The problem with small teams moving fast
The common failure mode for small engineering teams is the same everywhere. You move fast for a few months, ship a lot, and then the codebase becomes a place where every change feels risky. You find a `window.confirm()` in production. A `process.env` read outside the validated environment layer. A hardcoded z-index that breaks a modal on mobile. Nothing catastrophic, just the slow accumulation of shortcuts that compounds into real friction.
The usual answer is to hire a QA engineer or slow down the release cadence. We did neither. Instead we automated the things a good senior engineer would catch on the first read of a diff.
The PR audit: a robot reviewer that never misses
Every pull request we open gets a CI job that posts a structured comment before any human reviews it. Not a linter output. A document.
The audit starts with diff stats and a size classification. PRs smaller than 250 lines are labeled `S`. Over 3000 lines, the job hard-fails and blocks the merge entirely. That upper limit is not arbitrary: an XXL PR is almost always a scoping failure, not a legitimate feature boundary.
After sizing, the job detects the PR type from the branch prefix or title. A `feat:` branch has a 1000-line limit. A `bug:` fix has 500 lines. A `story:` branch implementing a full planned feature has 3000 lines. These limits enforce discipline before the reviewer ever opens the diff.
The most useful section is the change tour. The audit parses the diff and groups every changed file by its architecture layer: API routes, UI components, DB schema, DB migrations, services, repositories, hooks, lib/infra, and pages. Each entry shows the file, the delta, and a description extracted from the hunk headers and the first meaningful added lines. A reviewer can scan the tour in thirty seconds and understand whether the PR is doing what its title says it is doing.
Then come the static pattern checks. Eight of them, running on the raw diff:
- Banned browser dialogs. Any use of `window.confirm`, `window.alert`, or `window.prompt` is flagged immediately. We use custom modal components instead, which have proper keyboard navigation, ARIA support, and mobile behavior. - Direct environment access. Reading `process.env.SOME_VAR` outside the validated env layer gets caught. Everything goes through `@/lib/env`, which is Zod-validated at startup. - Z-index violations. Our mobile layout uses a fixed z-index scale with seven specific values. Any arbitrary value outside the approved set is flagged. This stopped three separate mobile layering bugs before they reached review. - Pixel breakpoints. We use rem-based media queries throughout the app. A `768px` anywhere in the diff is a signal that someone pulled a breakpoint from memory instead of following the convention. rem and px desync at non-default font sizes - we learned this the hard way. - Overly permissive Zod schemas. `z.any()` gets flagged. It is almost always a shortcut taken under pressure that turns into a validation gap in production. - Console calls in server code. We use a structured logger in server-side code. `console.log` in a route handler or service is a signal that the error handling is not following the observability patterns. - Hardcoded hex colors. Everything should go through Tailwind tokens or CSS variables. A raw hex in a JSX attribute is a design system leak. - Missing `use client` guard. When a file imports `useState`, `useEffect`, or similar hooks, the audit checks whether `"use client"` is present at the top of the file. React Server Components will throw at runtime without it.

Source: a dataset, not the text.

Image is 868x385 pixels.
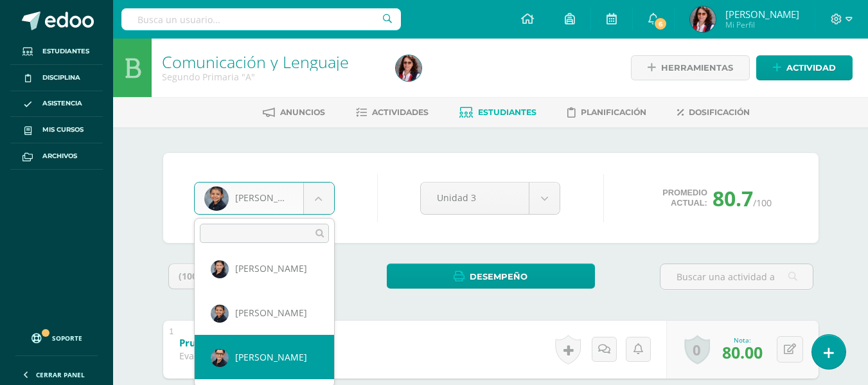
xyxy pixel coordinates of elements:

Finally, the comment includes a reviewer scorecard template. Seven dimensions: scope adherence, code correctness, security, test coverage, architecture alignment, observability, and UI/theme consistency. Each scored 1-5. Total 35 points. The approval threshold is 28. Reviewers copy the table into their review comment and fill in the scores. This sounds bureaucratic until you realize it produces a consistent record of why PRs were approved and what tradeoffs were accepted.
Linear everywhere
Every PR is expected to reference a Linear issue. The audit checks for an `AGE-NNN` identifier in the PR title, body, or branch name, and warns visibly if it is missing.
For story branches, the audit also detects the epic number from the branch slug and automatically assigns the PR to the corresponding GitHub milestone. A PR on `story/3-AGE-92-profile-redesign` gets assigned to the Epic 3 milestone without anyone touching it manually. Milestone progress in GitHub tracks alongside our planning state in Linear.
Our branch naming is strict by convention: `story/<epic>.<story>-<linear-id>-<short-title>` for full story implementations, `feat/<linear-id>-<short-title>` for features, `fix/<linear-id>-<short-title>` for bugs. The audit validates the prefix and infers context from the shape. This means the branch name is not just a label - it is a routing key that drives automation downstream.
Autonomous agents with a notification layer
We run autonomous coding agents via OpenCode. An agent can take a story specification, read the codebase, implement the change, run the linter, and commit the work in modular groups organized by concern. One engineer can have multiple agents working in parallel on independent stories.
The coordination problem with autonomous agents is knowing when they need you. An agent that is blocked on an ambiguous requirement or needs permission to proceed with a potentially destructive change should not require you to be watching a terminal.
We solve this with brrr, a minimal HTTP notification API. Every agent response fires a webhook to the relevant engineer's phone. Finished a task: `Done:` ping. Asking a clarifying question: `Question:` ping. Needs approval before a schema change or auth flow modification: `Permission:` ping. The engineer is not watching the terminal. They are doing something else. The phone tells them when their attention is needed.
This pattern - autonomous work with targeted interrupts - is what makes agent-assisted development actually workable on a small team. Without the notification layer, you are either babysitting the terminal or discovering blocked work hours later.
Remote builds that know what changed
Our CI pipeline runs on self-hosted runners. Every job that runs is a job we are responsible for, which means we care about which jobs run unnecessarily.
The first job in every CI run is a change detection step. It uses path filters to classify whether the changes are marketing-only. A change touching only `src/app/(marketing)/`, `src/components/marketing/`, or `public/marketing/**` has no risk of breaking the application layer. When that condition is true, the build job is skipped entirely.
The pipeline is otherwise sequential in a deliberate order: lint first, then type check, then build. The type check does not start until lint passes. The build does not start until types are clean. This catches the cheap failures early and avoids wasting build time on code that would fail for a simpler reason.
For mobile and PWA coverage, a parallel job matrix runs Playwright tests across three configurations: mobile Chrome, mobile Safari, and installed PWA mode. These catch the class of bugs that only appear in the mobile layout - touch event handling, iOS scroll behavior, safe area insets, bottom navigation overlap.
How the pieces connect
None of these systems are particularly novel on their own. Automated PR analysis, linear issue tracking, self-hosted CI, phone notifications - all solved problems individually. The value is in how they compose.
A story gets created in Linear. A BMAD story file captures the full implementation context. An agent picks it up, implements it, and commits in logical groups. A PR opens, automatically tagged with the story's AGE identifier and epic milestone. The PR audit fires and posts the change tour, static analysis findings, and reviewer scorecard. A human reviewer fills in the scorecard and approves or requests changes. The engineer who owns the story gets a brrr ping when the review is posted.
The feedback loop from "story in planning" to "reviewed and mergeable" runs in a few hours. No status meetings. No Slack thread asking if the build passed. No manual label application. No reviewer wondering whether the z-index is right.
For a team of three, that compression is the difference between shipping and not shipping.
This is a post about our internal engineering stack. If you want to talk about any of these systems, find us on the site or on the waitlist.